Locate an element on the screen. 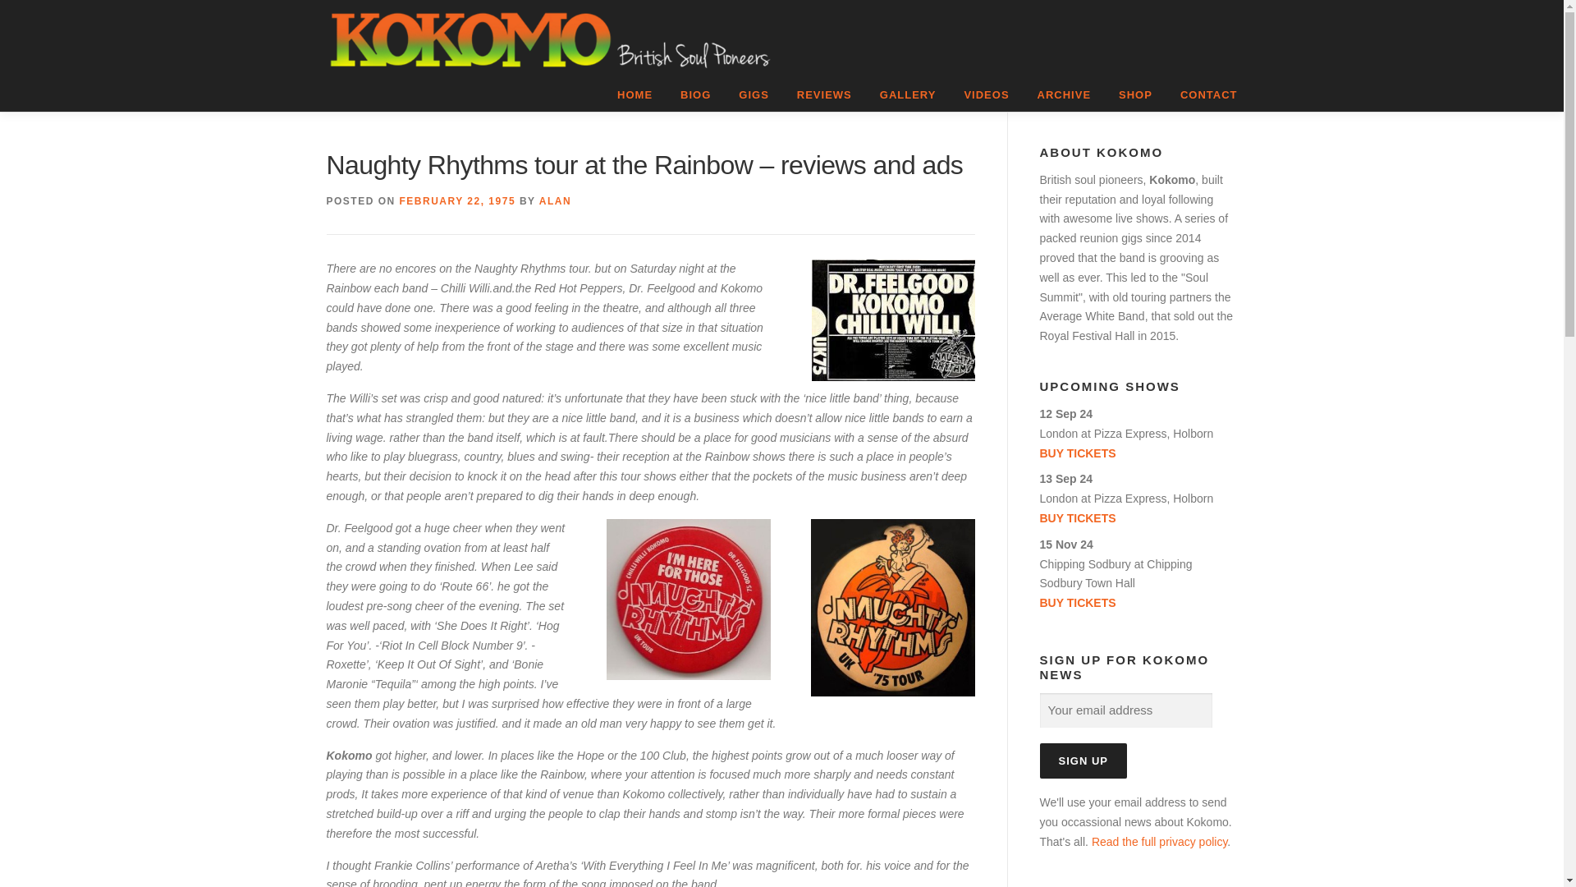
==
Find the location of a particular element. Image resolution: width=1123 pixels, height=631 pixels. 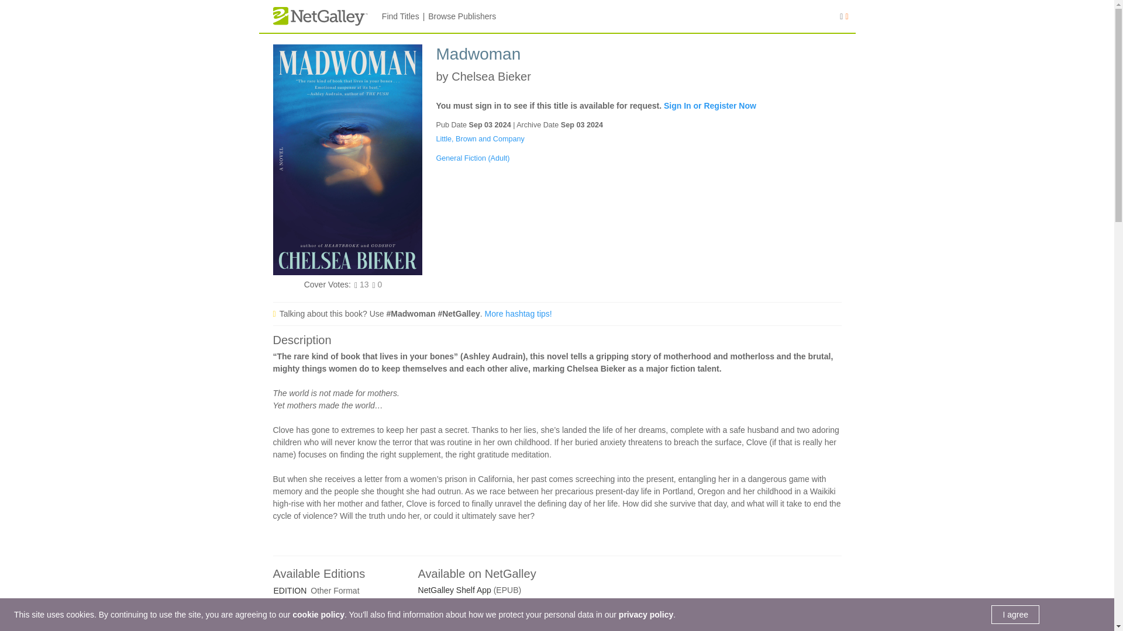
==
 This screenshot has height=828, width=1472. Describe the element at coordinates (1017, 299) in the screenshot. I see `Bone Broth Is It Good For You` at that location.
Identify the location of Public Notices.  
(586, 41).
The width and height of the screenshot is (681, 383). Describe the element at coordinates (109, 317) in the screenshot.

_EXERCISE BRIEF_: Going back to the entries above, set down exactly the lines that begin at the one with "Identify the location of Public Notices." and end at the one with "The width and", both included, and nothing else.

_RESPONSE AREA_:
Identify the location of Public Notices.  
(586, 41).
The width and height of the screenshot is (681, 383). Describe the element at coordinates (109, 317) in the screenshot.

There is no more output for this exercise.